1942Antonov KT (Kr'lya Tanka), also designated the A-40 or A-T, was developed in Russia in 1940 as an air-towed light tank fitted with biplane glider wings and a pair of tail booms with twin vertical surfaces and a high-mounted single horizontal surface. With a takeoff weight of over 18,000 lb and a wing span of 49 ft, the gigantic contraption was towed aloft (one time only) in a 1942 test by a Tupolev TB-3 heavy bomber.

Also in 1942, with the outbreak of World War II, plans were canceled for the production of a Ford flying automobile. Henry Ford had formally announced his firm commitment in 1940 to mass produce a flying car, and preliminary work had already begun. Ford insiders whispered that the old man had been "mesmerized" by the appearance of the Ford grill assembly in a photograph of the nose of the first 1937 Waterman Arrowbile.

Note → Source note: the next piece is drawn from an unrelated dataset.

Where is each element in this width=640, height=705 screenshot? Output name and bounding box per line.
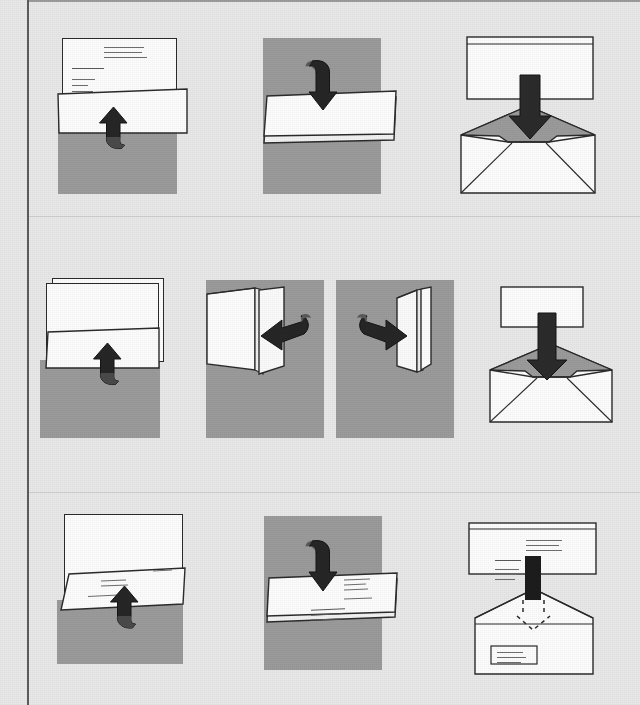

1943Englishman, Raoul Hafner, introduced something known as the Rotabuggy, an air-towed flying Jeep (called a "Blitz Buggy") kept aloft by an autogyro rotor. Developed at the Airborne Forces Experimental Establishment in Manchester, England, the vehicle featured, in addition to the large two-blade rotor, a streamlined tail fairing with twin rudderless fins, perspex door panels, and glider navigational instruments including a tachometer for the rotor. Towed behind a souped-up Bentley, it made its first flight on November 16, 1943. Later flights took place with a bomber doing the towing. Military brass reported the flying qualities of the Rotabuggy as "highly satisfactory," but pilots who had actually left the ground in the Jeep claimed it was a nightmare. After landing on one flight, the pilot had to be assisted in exiting the craft, and then he proceeded to lay down on the tarmac to recover from his fright.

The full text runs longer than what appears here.